Five years after the ceiling was completed however the seemingly unassailable confidence of the Roman Church came under attack. In October 1517 Martin Luther began his protestations against the corruptions and excesses of Rome. Initially ignored by Rome as the ravings of a crank—a little local difficulty—the Protestant Reformation quickly presented itself as a significant threat to papal power. Within two decades of Luther’s theses, the Council of Trent was called and a Catholic Reformation developed. Emphasis was made on putting the Church’s house in order and (at least in public) the questions of simony, pluralism, and nepotism were to be addressed. Art was to be reigned in; it was to become the handmaiden of religion and the Bible of the illiterate. Exuberant decoration for decoration’s sake was to be halted.
Towards the end of the sixteenth century, however, the mood in Rome began to change. Ever greater quantities of gold from the “New World” were flooding into the papal coffers by way of the Spanish Crown; in 1571 the Battle of Lepanto heralded a change in fortunes as Catholic Europe set aside her differences to rise against a common enemy, roundly defeating the Ottoman Empire.

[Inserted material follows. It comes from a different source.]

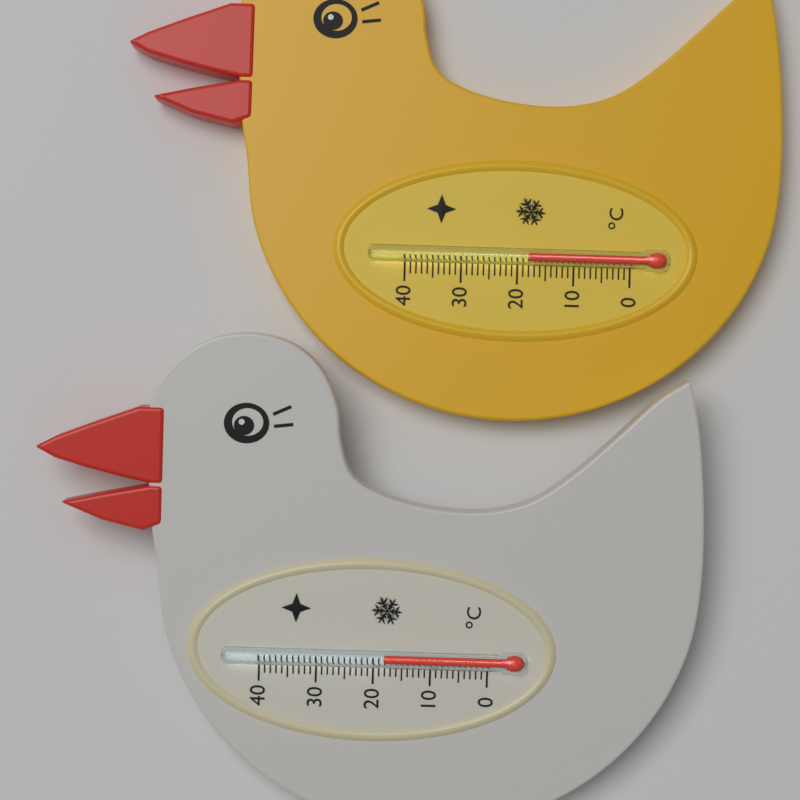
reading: 18 °C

This new triumphalism saw the Roman Church advertise her might with an artistic style which emphasised miracles and visions. The focus was now on mankind’s inability to comprehend the infinite. One must, says the Baroque, instead surrender to the uncontainable force of the Divine.
Pietro da Cortona’s crumbling painted architecture is powerless to contain the Heavens: he takes the certainty of the High Renaissance as expressed at the Sistine Chapel and sets it in the quicksands of the Seventeenth century. The Baroque is about going over the edges and the ceiling at Palazzo Barberini, which you can almost always have to yourself, is one of its finest examples.
One of my favorite places in Rome . In one photo it looks like they have added chairs for viewing and projected images on the wall. Last time I visited we laid on the floor to view the ceiling ( which I thoroughly enjoyed! ) Thank you for this wonderful article.
I agree with Vivian’s comment! I was enchanted at every turn by my visit to Palazzo Barberini last autumn on your advice!